1) The victims of imperialism include the peasants/serfs/workers of the imperial core.
2) Europe (and the US) did not 'invent' imperialism, it just invented ways to export it across the world. Chinese dynasties did it as well (successfully enough that most of the victims were completely subsumed into 'Chinese' identities) and it's even older than the first dynasty. It's likely as old the very concept of 'conquest'. I consider imperialism the foundation of the very concept of 'empire'. You can't have empire without imperialism at some level.
3) The West did not 'cause' the Warlords; warlordism is baked in to Empire, it's effectively the 'crash' to the narcotic high of imperial power. You take the drug for the high, you're taking the crash. And yeah, the Western Empires have also devolved into warlordism, it's just economic warlords instead of military ones carving up the organs of power for themselves. Yes I am saying that neoliberalist capitalism is economic warlordism, I will die on this hill.
4) While the common folk suffered just the same regardless as they always have, in terms of state against state, the Western powers imperialising China was less 'came out of nowhere and started beating on us' like it was for, say, the peoples of what became Australia, instead it was 'caught another empire sleeping and jumped them'.
5) That does not change the suffering endured, it does mean that the 'flavour' of nationalism produced in response changes heavily; where 'usually' the victims of imperialism react with the 'positive' nationalism of 'resistance' which usually doesn't swing into the negative side until later (see India's current... whole thing), after 'freedom' or some other resolution is obtained, in the case of China (and Russia, if you see the revolution against the Tsars in a similar light) there existed a much lower 'threshold' for reaching that negative point, as there already exists a kind of 'nationalist baggage' to accelerate the swing.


_Aim of the task:_
From the records, return each line that has the word "bounding" in it.

_Source data:_
--

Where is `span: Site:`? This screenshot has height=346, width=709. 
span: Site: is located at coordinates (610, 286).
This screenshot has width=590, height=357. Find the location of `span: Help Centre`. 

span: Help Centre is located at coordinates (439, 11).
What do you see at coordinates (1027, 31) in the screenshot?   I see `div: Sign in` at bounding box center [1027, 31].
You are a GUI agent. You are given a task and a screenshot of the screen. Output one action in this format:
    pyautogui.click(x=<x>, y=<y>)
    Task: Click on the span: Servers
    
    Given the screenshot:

--

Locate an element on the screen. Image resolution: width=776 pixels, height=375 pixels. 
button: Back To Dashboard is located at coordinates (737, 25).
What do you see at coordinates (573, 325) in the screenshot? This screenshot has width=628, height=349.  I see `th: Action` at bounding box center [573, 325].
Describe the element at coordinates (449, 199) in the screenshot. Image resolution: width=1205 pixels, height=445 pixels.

--

_Completed task:_
What do you see at coordinates (1027, 31) in the screenshot?   I see `div: Sign in` at bounding box center [1027, 31].
What do you see at coordinates (573, 325) in the screenshot? This screenshot has width=628, height=349.  I see `th: Action` at bounding box center [573, 325].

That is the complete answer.